In many cases faulty habits of living are important factors in maintaining a disease in a community. Low economic and social levels as is the case in Cameroon, particularly in the northern half of the country and most urban communities, are associated with apathy, ignorance and low standards of personal hygiene. A system for disposal of human excreta, no matter how well planned, will not succeed so long as individuals continue to see no evil in indiscriminate defaecation in the vicinity of their dwellings.

Low standards of personal hygiene are reflected in low standards of public hygiene, and efforts to raise the latter will have little effect if the former remain low. The end result being the creation of a fertile ground for endemic communicable disease like cholera to thrive as is the case with Cameroon where the disease is on a ten region ride having “walked across” eight regions already. 

Community development designed to help people to help themselves is one of the most successful ways of raising standards of living in Cameroon. All important environment conditions fall within scope and self- help schemes of various kinds can be started. These schemes have an important cultural influence because they are educational and they develop initiative, cooperation and a sense of responsibility in those who participate in them. 

Specially important are programmes connected with agriculture, housing and sanitation. Public health activities which are suitable for self-help schemes are: the construction of protected wells, protection of springs, composting of wastes and construction of houses of better design. 

With assistance and supervision improvements can be effected in all of these, and since they have been carried out at the wish and by the labour of the people themselves they will be valued. Such is the kind of doctrine that has to be inculcated into the minds of Cameroonians. Secondly before any decision is made as to the object of the community’s activities, public opinion should be consulted about a number of improvements needed locally and these should be widely discussed. The people should be led to select the objective which is most necessary and desirable. 

Cooperation in the programme will be facilitated by forming a committee of locally influential people who will lead the community and be responsible for organizing its purpose and value. It should be noted that the standards set should be reasonably possible of attainment by a poor and uneducated community (as is the case with some communities in the Far North); and the type and construction and method of usage must be related to local social, educational and economic levels. 

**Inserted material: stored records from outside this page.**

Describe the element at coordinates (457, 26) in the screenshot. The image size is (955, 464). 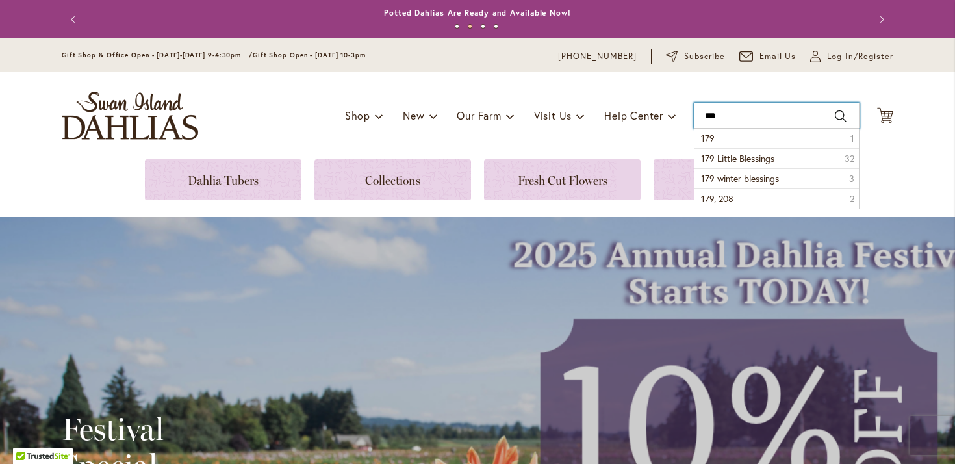
I see `button: 1 of 4` at that location.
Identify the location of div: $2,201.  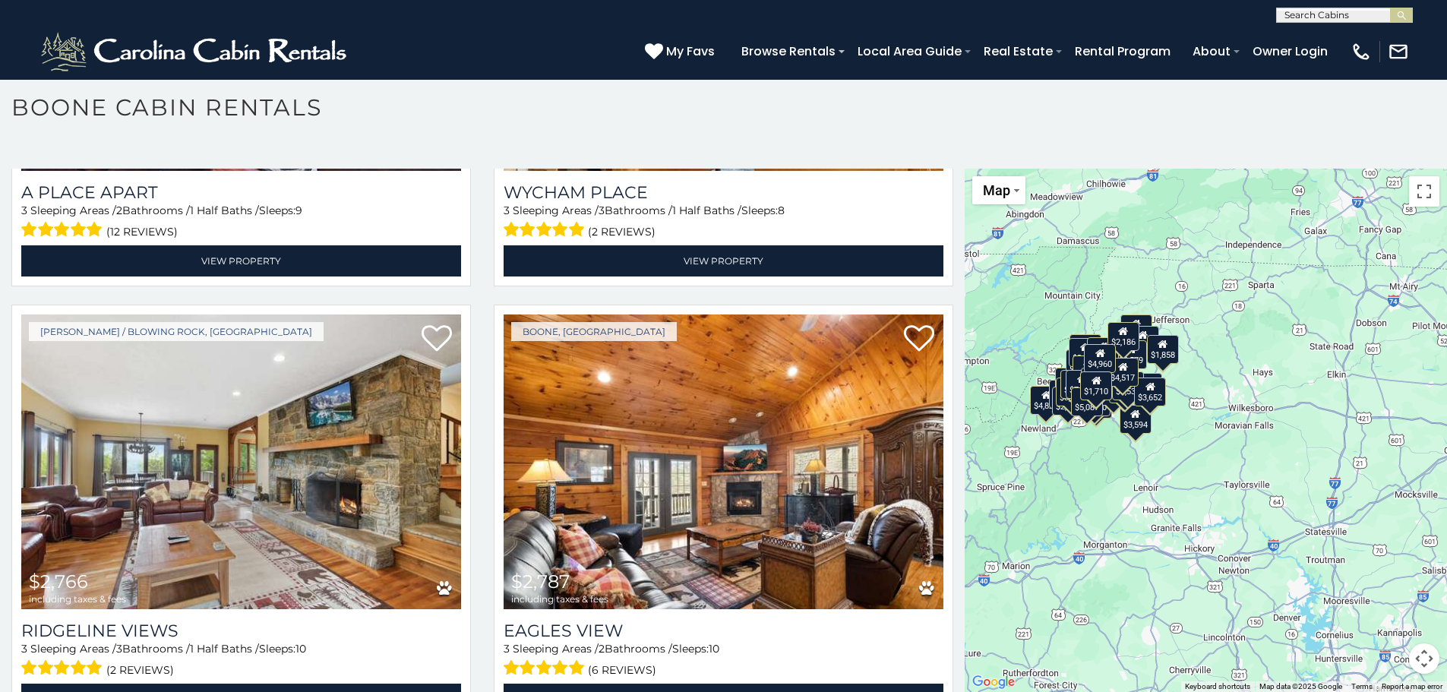
(1086, 349).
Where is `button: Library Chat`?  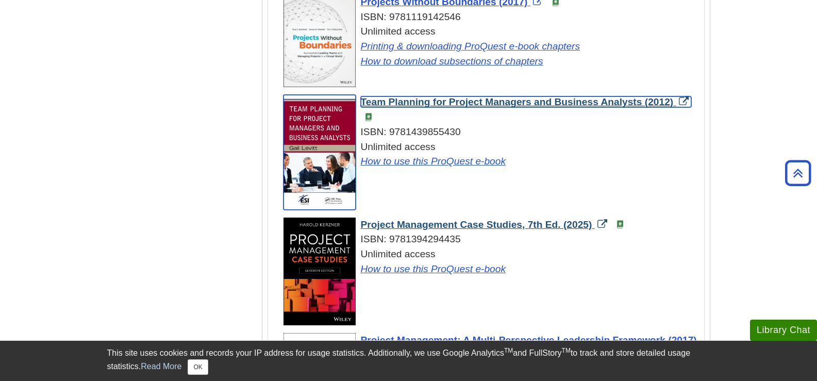
button: Library Chat is located at coordinates (783, 330).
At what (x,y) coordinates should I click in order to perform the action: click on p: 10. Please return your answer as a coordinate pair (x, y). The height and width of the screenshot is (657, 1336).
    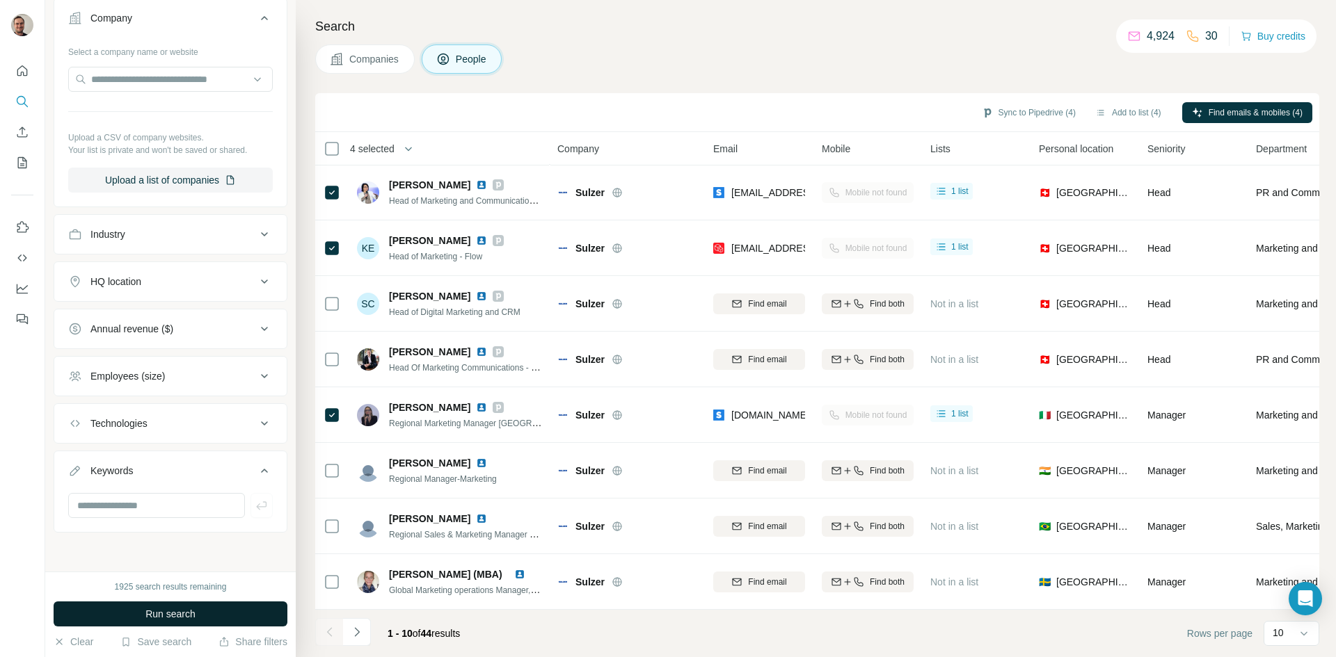
    Looking at the image, I should click on (1278, 633).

Large scale, forceful development schemes imposed on a population from outside have often failed in the past. Real development must be for the people and achieved through the people if it is to be stable, advance and bring the benefits hoped for.

Unless development schemes are broadly based and cover all important aspects of human activity, they tend to lead to unbalanced progress and create fresh problems. 

In order to put these cholera epidemics under control the powers that be, must aim at the development of appropriate water and sanitation systems technically adapted to local skills, materials and economically feasible, culturally acceptable and environmentally sound. Greater emphasis should be given to sanitation development and to closer links with water supply and solid and liquid waste management in the planning of new programmes.